Timeseries Data
In a time-series workload, applications (such as some Real-Time Apps) query recent information, while archiving old information.
To deal with this workload, a single-node LightDB database would typically use table partitioning to break a big table of time-ordered data into multiple inherited tables with each containing different time ranges.
Storing data in multiple physical tables speeds up data expiration. In a single big table, deleting rows incurs the cost of scanning to find which to delete, and then vacuuming the emptied space. On the other hand, dropping a partition is a fast operation independent of data size. It’s the equivalent of simply removing files on disk that contain the data.
Partitioning a table also makes indices smaller and faster within each date range. Queries operating on recent data are likely to operate on “hot” indices that fit in memory. This speeds up reads.
Also inserts have smaller indices to update, so they go faster too.
Time-based partitioning makes most sense when:
Most queries access a very small subset of the most recent data
Older data is periodically expired (deleted/dropped)
Keep in mind that, in the wrong situation, reading all these partitions can hurt overhead more than it helps. However, in the right situations it is quite helpful. For example, when keeping a year of time series data and regularly querying only the most recent week.
Scaling Timeseries Data on Canopy
We can mix the single-node table partitioning techniques with Canopy’ distributed sharding to make a scalable time-series database. It’s the best of both worlds. It’s especially elegant atop LightDB’s declarative table partitioning.
For example, let’s distribute and partition a table holding historical GitHub events data.
Each record in this GitHub data set represents an event created in GitHub, along with key information regarding the event such as event type, creation date, and the user who created the event.
The first step is to create and partition the table by time as we would in a single-node LightDB database:
-- declaratively partitioned table
CREATE TABLE github_events (
event_id bigint,
event_type text,
event_public boolean,
repo_id bigint,
payload jsonb,
repo jsonb,
actor jsonb,
org jsonb,
created_at timestamp
) PARTITION BY RANGE (created_at);
Notice the PARTITION BY RANGE (created_at)

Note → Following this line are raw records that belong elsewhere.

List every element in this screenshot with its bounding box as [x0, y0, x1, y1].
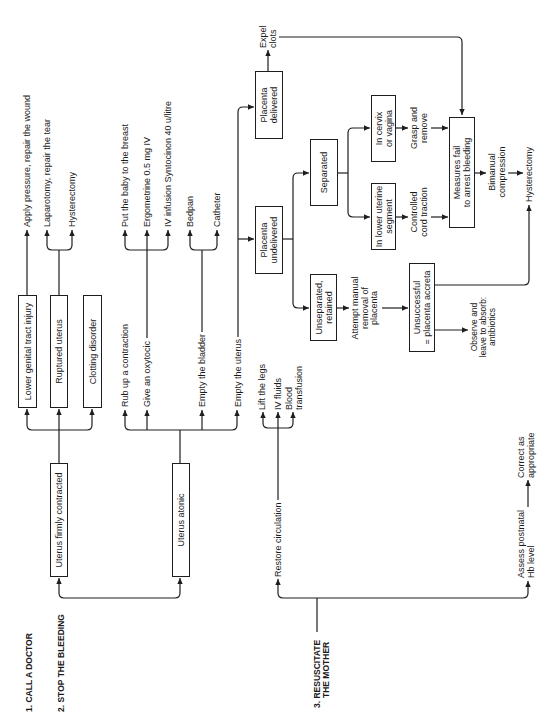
label-restore-circulation: Restore circulation	[273, 502, 283, 577]
arrow-to-lower-segment	[348, 173, 370, 217]
box-label: Placenta delivered	[259, 87, 279, 124]
label-ergometrine: Ergometrine 0.5 mg IV	[142, 137, 152, 227]
arrow-to-hysterectomy	[59, 230, 72, 250]
arrow-to-restore-circulation	[278, 579, 317, 598]
label-expel-clots: Expel clots	[259, 25, 278, 48]
box-placenta-delivered: Placenta delivered	[255, 71, 283, 139]
label-attempt-manual-removal: Attempt manual removal of placenta	[351, 275, 380, 341]
arrow-to-uterus-atonic	[120, 578, 180, 598]
label-iv-infusion-syntocinon: IV infusion Syntocinon 40 u/litre	[163, 101, 173, 227]
arrow-to-lift-legs	[263, 412, 278, 428]
arrow-to-placenta-delivered	[238, 107, 254, 337]
arrow-to-cervix	[348, 128, 370, 173]
label-iv-fluids: IV fluids	[273, 378, 283, 410]
box-uterus-atonic: Uterus atonic	[172, 463, 190, 577]
box-label: Lower genital tract injury	[23, 303, 33, 401]
label-controlled-cord-traction: Controlled cord traction	[410, 185, 429, 239]
box-clotting-disorder: Clotting disorder	[83, 295, 102, 408]
box-in-lower-uterine-segment: In lower uterine segment	[371, 183, 396, 250]
arrow-to-bedpan	[190, 230, 202, 250]
box-label: In cervix or vagina	[374, 110, 394, 147]
box-label: Unsuccessful = placenta accreta	[412, 271, 432, 345]
label-bedpan: Bedpan	[185, 196, 195, 227]
box-label: In lower uterine segment	[374, 186, 394, 248]
label-blood-transfusion: Blood transfusion	[285, 366, 304, 410]
box-label: Measures fail to arrest bleeding	[452, 138, 472, 208]
label-rub-up-contraction: Rub up a contraction	[120, 324, 130, 407]
box-lower-genital-tract-injury: Lower genital tract injury	[18, 295, 37, 408]
box-label: Placenta undelivered	[259, 217, 279, 264]
box-label: Clotting disorder	[88, 319, 98, 385]
arrow-to-blood-transfusion	[278, 412, 293, 428]
arrow-to-unseparated	[293, 239, 309, 308]
arrow-to-catheter	[202, 230, 217, 250]
heading-resuscitate-line2: THE MOTHER	[321, 642, 331, 698]
label-catheter: Catheter	[212, 192, 222, 227]
label-hysterectomy-ruptured: Hysterectomy	[67, 172, 77, 227]
label-bimanual-compression: Bimanual compression	[488, 143, 507, 201]
label-give-oxytocic: Give an oxytocic	[142, 341, 152, 407]
box-ruptured-uterus: Ruptured uterus	[50, 295, 68, 408]
arrow-to-empty-uterus	[180, 410, 237, 430]
box-uterus-firmly-contracted: Uterus firmly contracted	[50, 463, 68, 577]
arrow-to-clotting	[59, 409, 92, 430]
box-unseparated-retained: Unseparated, retained	[310, 274, 337, 341]
arrow-to-laparotomy	[47, 230, 59, 250]
box-placenta-undelivered: Placenta undelivered	[255, 206, 283, 274]
heading-stop-bleeding: 2. STOP THE BLEEDING	[56, 614, 66, 712]
label-empty-bladder: Empty the bladder	[197, 334, 207, 407]
postpartum-haemorrhage-flowchart: 1. CALL A DOCTOR 2. STOP THE BLEEDING 3.…	[0, 0, 546, 721]
arrow-to-lower-genital	[27, 409, 59, 430]
box-measures-fail: Measures fail to arrest bleeding	[449, 117, 475, 228]
box-label: Separated	[319, 152, 329, 194]
arrow-to-assess-hb	[317, 581, 528, 598]
arrow-to-firmly-contracted	[59, 578, 120, 598]
label-assess-postnatal-hb: Assess postnatal Hb level	[517, 510, 536, 578]
label-lift-legs: Lift the legs	[257, 364, 267, 410]
box-label: Uterus firmly contracted	[54, 472, 64, 567]
label-grasp-and-remove: Grasp and remove	[410, 105, 429, 151]
label-put-baby-to-breast: Put the baby to the breast	[120, 124, 130, 227]
heading-call-doctor: 1. CALL A DOCTOR	[24, 633, 34, 712]
label-hysterectomy-final: Hysterectomy	[524, 147, 534, 202]
box-label: Ruptured uterus	[54, 319, 64, 384]
box-unsuccessful-placenta-accreta: Unsuccessful = placenta accreta	[409, 263, 435, 352]
label-correct-as-appropriate: Correct as appropriate	[517, 432, 536, 478]
arrow-to-put-baby	[125, 230, 147, 250]
arrow-to-separated	[293, 173, 309, 239]
label-empty-uterus: Empty the uterus	[233, 339, 243, 407]
arrow-to-rub-up	[125, 410, 180, 430]
label-laparotomy: Laparotomy, repair the tear	[42, 119, 52, 227]
box-label: Unseparated, retained	[314, 280, 334, 334]
label-observe-absorb-antibiotics: Observe and leave to absorb: antibiotics	[470, 295, 497, 359]
label-apply-pressure: Apply pressure, repair the wound	[22, 95, 32, 227]
box-separated: Separated	[310, 139, 338, 206]
box-label: Uterus atonic	[176, 493, 186, 546]
box-in-cervix-or-vagina: In cervix or vagina	[371, 95, 396, 162]
arrow-to-iv-infusion	[147, 230, 168, 250]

. This tells LightDB that the table will be partitioned by the created_at
column in ordered ranges. We have not yet created any partitions for specific ranges, though.
Before creating specific partitions, let’s distribute the table in Canopy. We’ll shard by repo_id
, meaning the events will be clustered into shards per repository.

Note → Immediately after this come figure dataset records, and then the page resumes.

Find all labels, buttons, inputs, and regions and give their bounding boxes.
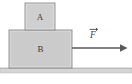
ground-surface <box>0 68 132 73</box>
figure-canvas: A B F <box>0 0 132 84</box>
physics-figure: A B F <box>0 0 132 84</box>
force-vector-accent-head-icon <box>96 28 98 31</box>
force-label: F <box>89 30 96 40</box>
block-b-label: B <box>37 44 43 54</box>
block-a-label: A <box>37 12 44 22</box>
force-arrowhead-icon <box>120 44 128 51</box>
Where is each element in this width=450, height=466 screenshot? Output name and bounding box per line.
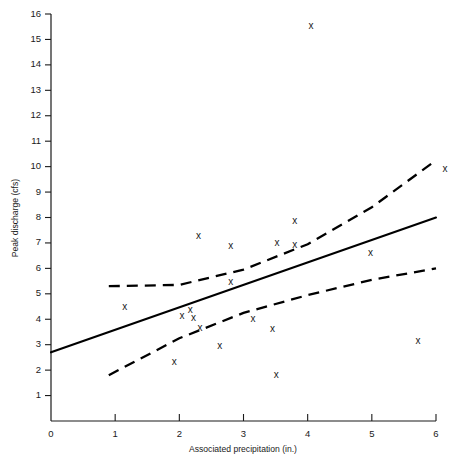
y-tick-label: 7 (36, 236, 41, 247)
x-tick-label: 0 (48, 428, 53, 439)
x-tick-label: 6 (433, 428, 438, 439)
y-tick-label: 15 (30, 33, 41, 44)
x-tick-label: 2 (177, 428, 182, 439)
y-tick-label: 13 (30, 84, 41, 95)
y-tick-label: 12 (30, 109, 41, 120)
data-points: xxxxxxxxxxxxxxxxxxxx (122, 20, 447, 380)
data-point-marker: x (197, 322, 202, 333)
axis-lines (51, 14, 436, 421)
y-tick-label: 5 (36, 287, 41, 298)
y-tick-label: 6 (36, 262, 41, 273)
upper-confidence-band (109, 160, 436, 286)
y-tick-label: 9 (36, 186, 41, 197)
plot-canvas: 12345678910111213141516 0123456 xxxxxxxx… (0, 0, 450, 466)
scatter-plot-figure: 12345678910111213141516 0123456 xxxxxxxx… (0, 0, 450, 466)
data-point-marker: x (368, 247, 373, 258)
data-point-marker: x (274, 237, 279, 248)
data-point-marker: x (292, 239, 297, 250)
data-point-marker: x (274, 369, 279, 380)
x-tick-label: 3 (241, 428, 246, 439)
data-point-marker: x (270, 323, 275, 334)
data-point-marker: x (251, 313, 256, 324)
x-axis-ticks: 0123456 (48, 414, 438, 439)
x-tick-label: 4 (305, 428, 310, 439)
y-axis-title: Peak discharge (cfs) (10, 179, 20, 257)
y-tick-label: 8 (36, 211, 41, 222)
data-point-marker: x (196, 230, 201, 241)
data-point-marker: x (416, 335, 421, 346)
x-tick-label: 5 (369, 428, 374, 439)
regression-line (51, 218, 436, 353)
y-tick-label: 1 (36, 389, 41, 400)
data-point-marker: x (122, 301, 127, 312)
data-point-marker: x (172, 356, 177, 367)
y-tick-label: 3 (36, 338, 41, 349)
confidence-bands (109, 160, 436, 375)
x-tick-label: 1 (113, 428, 118, 439)
y-tick-label: 11 (31, 135, 41, 146)
data-point-marker: x (228, 276, 233, 287)
data-point-marker: x (179, 310, 184, 321)
y-axis-ticks: 12345678910111213141516 (30, 8, 51, 401)
lower-confidence-band (109, 268, 436, 375)
data-point-marker: x (443, 163, 448, 174)
data-point-marker: x (292, 215, 297, 226)
data-point-marker: x (228, 240, 233, 251)
y-tick-label: 10 (30, 160, 41, 171)
data-point-marker: x (308, 20, 313, 31)
y-tick-label: 2 (36, 364, 41, 375)
y-tick-label: 4 (36, 313, 41, 324)
y-tick-label: 14 (30, 58, 41, 69)
data-point-marker: x (217, 340, 222, 351)
data-point-marker: x (191, 312, 196, 323)
y-tick-label: 16 (30, 8, 41, 19)
x-axis-title: Associated precipitation (in.) (189, 444, 297, 454)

SELECT create_distributed_table('github_events', 'repo_id');
At this point Canopy has created shards for this table across worker nodes. Internally each shard is a table with the name github_events_N
for each shard identifier N. Also, Canopy propagated the partitioning information, and each of these shards has Partition key: RANGE (created_at)
declared.
A partitioned table cannot directly contain data, it is more like a view across its partitions. Thus the shards are not yet ready to hold data. We need to create partitions and specify their time ranges, after which we can insert data that match the ranges.
Automating Partition Creation
Canopy provides helper functions for partition management. We can create a batch
of monthly partitions using create_time_partitions()
:
SELECT create_time_partitions(
table_name := 'github_events',
partition_interval := '1 month',
end_at := now() + '12 months'
);
Canopy also includes a view, time_partitions, for an easy way to investigate the partitions it has created.
SELECT partition
FROM time_partitions
WHERE parent_table = 'github_events'::regclass;
┌────────────────────────┐
│ partition │
├────────────────────────┤
│ github_events_p2021_10 │
│ github_events_p2021_11 │
│ github_events_p2021_12 │
│ github_events_p2022_01 │
│ github_events_p2022_02 │
│ github_events_p2022_03 │
│ github_events_p2022_04 │
│ github_events_p2022_05 │
│ github_events_p2022_06 │
│ github_events_p2022_07 │
│ github_events_p2022_08 │
│ github_events_p2022_09 │
│ github_events_p2022_10 │
└────────────────────────┘
As time progresses, you will need to do some maintenance to create new partitions and drop old ones. It’s best to set up a periodic job to run the maintenance functions with an extension like pg_cron:
-- set two monthly cron jobs:
-- 1. ensure we have partitions for the next 12 months
SELECT cron.schedule('create-partitions', '0 0 1 * *', $$
SELECT create_time_partitions(
table_name := 'github_events',
partition_interval := '1 month',
end_at := now() + '12 months'
)
$$);
-- 2. (optional) ensure we never have more than one year of data
SELECT cron.schedule('drop-partitions', '0 0 1 * *', $$
CALL drop_old_time_partitions(
'github_events',
now() - interval '12 months' /* older_than */
);
$$);
Once periodic maintenance is set up, you no longer have to think about the partitions, they just work.
备注
Be aware that native partitioning in LightDB is still quite new and has a few quirks. Maintenance operations on partitioned tables will acquire aggressive locks that can briefly stall queries.